Tool 03 · Word count → pages

Word count to page count calculator

Turn a manuscript word count into a realistic printed page range, based on trim size, genre, font size, and line spacing.

Nonfiction and workbook layouts use more white space per page than continuous fiction text.

Estimated resultPage range
Estimated words per page
Low estimate
Typical estimate
High estimate

Formatted page count can still shift. Chapter breaks, front matter, images, and your actual typesetting will move the final count. Use this range for planning, then confirm once your interior file is laid out.

How to use this calculator

  1. Enter your total manuscript word count.
  2. Choose the trim size you're planning to print at.
  3. Pick the genre/profile that best matches your layout — fiction, nonfiction, or workbook.
  4. Choose a font size and line spacing preset, or leave the defaults.
  5. Read the estimated page range, then jump to print cost or spine width with that count.

How the estimate works

The calculator starts from a baseline words-per-page figure for your chosen trim size, then adjusts it for genre density, font size, and line spacing. Nonfiction and workbook layouts assume more headings, breaks, and white space, so they produce more pages for the same word count.

Because real manuscripts vary — dialogue-heavy fiction reads differently than dense nonfiction — the result is shown as a range rather than a single number. Treat the typical estimate as your planning figure and the low/high bounds as reasonable bookends.

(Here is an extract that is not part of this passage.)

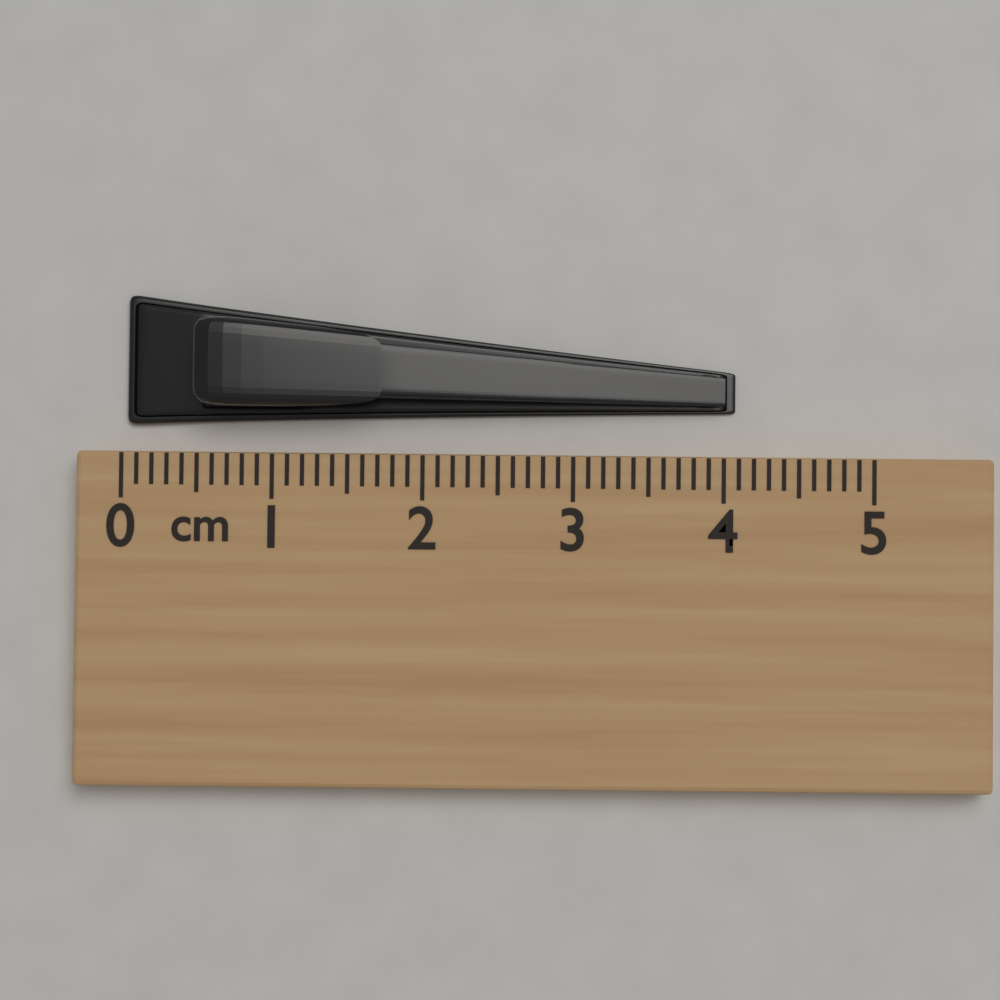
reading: 4.1 cm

Word count to page count FAQ

Why can page count estimates change after export?

Actual formatting — front matter, chapter starts, images, and your typesetting software's exact line-breaking — all shift the final count. This tool gives you a planning range before you've formatted anything.

Does trim size really change page count that much?

Yes. A larger trim size fits more words per page, so the same manuscript becomes noticeably shorter in a 7"×10" trim than in a 5"×8" trim.

Which genre profile should I pick for a memoir?

Memoir usually reads like fiction in layout terms — continuous prose with few breaks — so the fiction profile is typically the closer match unless your book uses frequent subheadings.